The Collaborative has presented its 2010 Community Design Award to recognize a conceptual design led to the construction of a new facility for Community Legal Services of Philadelphia (CLS).
Carol Penn Horne and Amy Hirsch of CLS and Collaborative volunteers Juliet Whelan, Shashi Goyal, Melissa Andrews, Mario Gentile, and Joseph Bray were recognized at AIA Philadelphia’s Excellence in Design Awards Ceremony on October 13, 2010. Their work together helped CLS develop a vision for its new law center and played an important role in the nonprofit’s fundraising success.
CLS provides free legal assistance to low-income Philadelphians contending with employment, housing, welfare, utility, and bankruptcy issues. The law center has been located at North Broad Street and Erie Avenue for over 25 years. CLS recognized a growing need for its services but was also committed to staying its current neighborhood, which is familiar to its many long-term clients and well-served by public transit. A nearby city-owned vacant parcel presented CLS with the opportunity to expand close to home.
While undertaking the intricate site acquisition process, CLS approached the Collaborative to help it envision the new law center. Carol Penn Horne articulated the nonprofit's overarching goal: a new sustainable building that is open and inviting to staff, clients, and the larger community.
The need for a new facility was immediately evident in a tour of the current building. Juliet Whelan, AIA, Principal of Jibe Design and lead volunteer for the project, saw the the potential for any new building to make a huge difference, but says, "the most important improvement our design offered was to translate CLS’ philosophy of openness and community cohesion into built form.”
The conceptual design proposed a “U”-shaped building arranged around a courtyard easily seen through glazed surrounding walls. The visitor’s view from the front entrance would extend back to the courtyard, “welcoming the client into the heart of the organization.” Shared lounge spaces, a generous central stair, and views into the courtyard from all floors connected staff and gave them unprecedented access to natural light (currently, only three out of the forty law offices have windows). Juliet says that “the building’s ground level was opened with glass to energize the street” and share some of the positive activity inside with passersby.

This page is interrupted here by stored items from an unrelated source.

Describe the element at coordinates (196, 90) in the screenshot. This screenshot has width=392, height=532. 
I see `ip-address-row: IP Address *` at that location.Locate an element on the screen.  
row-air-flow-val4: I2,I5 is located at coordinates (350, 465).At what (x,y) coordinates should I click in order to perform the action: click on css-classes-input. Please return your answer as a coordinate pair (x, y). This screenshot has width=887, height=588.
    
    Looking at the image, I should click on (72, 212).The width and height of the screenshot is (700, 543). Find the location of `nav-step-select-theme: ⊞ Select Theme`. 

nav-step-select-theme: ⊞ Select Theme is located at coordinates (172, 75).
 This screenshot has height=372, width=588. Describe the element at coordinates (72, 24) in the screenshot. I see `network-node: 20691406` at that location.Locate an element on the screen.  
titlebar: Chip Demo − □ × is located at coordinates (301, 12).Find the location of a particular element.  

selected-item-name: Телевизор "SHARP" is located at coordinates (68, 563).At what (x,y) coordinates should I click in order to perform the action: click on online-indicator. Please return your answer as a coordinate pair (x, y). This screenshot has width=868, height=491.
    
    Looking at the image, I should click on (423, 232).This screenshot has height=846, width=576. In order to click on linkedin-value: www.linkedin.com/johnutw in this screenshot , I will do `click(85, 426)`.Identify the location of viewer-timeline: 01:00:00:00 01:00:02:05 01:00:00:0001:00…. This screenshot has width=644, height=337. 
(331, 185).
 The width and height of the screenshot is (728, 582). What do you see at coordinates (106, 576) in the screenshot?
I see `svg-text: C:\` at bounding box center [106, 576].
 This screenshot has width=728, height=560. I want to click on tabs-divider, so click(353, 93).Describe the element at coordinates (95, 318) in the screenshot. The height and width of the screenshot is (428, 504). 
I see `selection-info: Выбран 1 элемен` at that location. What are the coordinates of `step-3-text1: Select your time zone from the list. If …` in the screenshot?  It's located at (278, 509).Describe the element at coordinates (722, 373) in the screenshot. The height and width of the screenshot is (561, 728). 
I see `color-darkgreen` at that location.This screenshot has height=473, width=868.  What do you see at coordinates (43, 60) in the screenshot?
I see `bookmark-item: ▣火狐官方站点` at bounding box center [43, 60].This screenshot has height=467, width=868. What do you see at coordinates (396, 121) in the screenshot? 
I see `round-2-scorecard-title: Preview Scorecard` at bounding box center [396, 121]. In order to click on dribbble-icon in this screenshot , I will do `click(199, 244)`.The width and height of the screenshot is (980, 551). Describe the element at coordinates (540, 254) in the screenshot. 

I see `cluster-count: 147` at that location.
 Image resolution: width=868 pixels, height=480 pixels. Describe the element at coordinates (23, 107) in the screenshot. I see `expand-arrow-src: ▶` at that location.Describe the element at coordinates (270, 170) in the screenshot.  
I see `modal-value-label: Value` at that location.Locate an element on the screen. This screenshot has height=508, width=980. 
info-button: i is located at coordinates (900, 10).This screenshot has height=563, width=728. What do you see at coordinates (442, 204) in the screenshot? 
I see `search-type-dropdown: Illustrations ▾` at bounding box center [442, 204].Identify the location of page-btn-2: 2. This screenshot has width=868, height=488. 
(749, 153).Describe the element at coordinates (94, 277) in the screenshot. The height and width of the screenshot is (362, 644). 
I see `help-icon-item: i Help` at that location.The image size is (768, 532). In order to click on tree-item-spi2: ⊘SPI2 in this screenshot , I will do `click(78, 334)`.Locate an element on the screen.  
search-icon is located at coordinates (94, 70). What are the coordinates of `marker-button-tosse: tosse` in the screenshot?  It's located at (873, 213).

Equipped with the ideas and renderings developed by the Collaborative, CLS cleared several significant project milestones in 2010 and plans to start construction in 2011. It has secured a $3.8 million matching grant from Pennsylvania’s Redevelopment Assistance Capital Program, taking the project to the halfway mark in fundraising for the project. In April, CLS hired Atkins Olshin Schade Architects as its design consultant. The firm completed the design development phase in September and is poised to complete construction drawings by the end of 2010. See a rendering of their design in Brownstoner. CLS has also brought Innova onto their project team as owner’s representative and engaged Clemens to build the new law center.
Conceptual designs necessarily have to evolve. During design development, key elements of the conceptual design prevailed: the interior courtyard and the open feel of street elevation. But due to budget constraints, the generous staircase and the fourth story proposed in the Collaborative’s conceptual design were eliminated.
Reflecting back, Carol Horne Penn notes, “We wouldn’t have gotten to this point as quickly without the service grant. It helped the board visualize where they were going.” For her part, Juliet Whelan says, “I enjoyed being part of the process of engaging the entire staff to discover how a new building could best serve them.”
The Collaborative will recognize more achievements by its volunteers and clients on Friday, December 3 as part of a talk and book signing by John Cary, President and CEO of Next American City and editor of The Power of Pro Bono: 40 Stories About Design for the Public Good by Architects and Their Clients.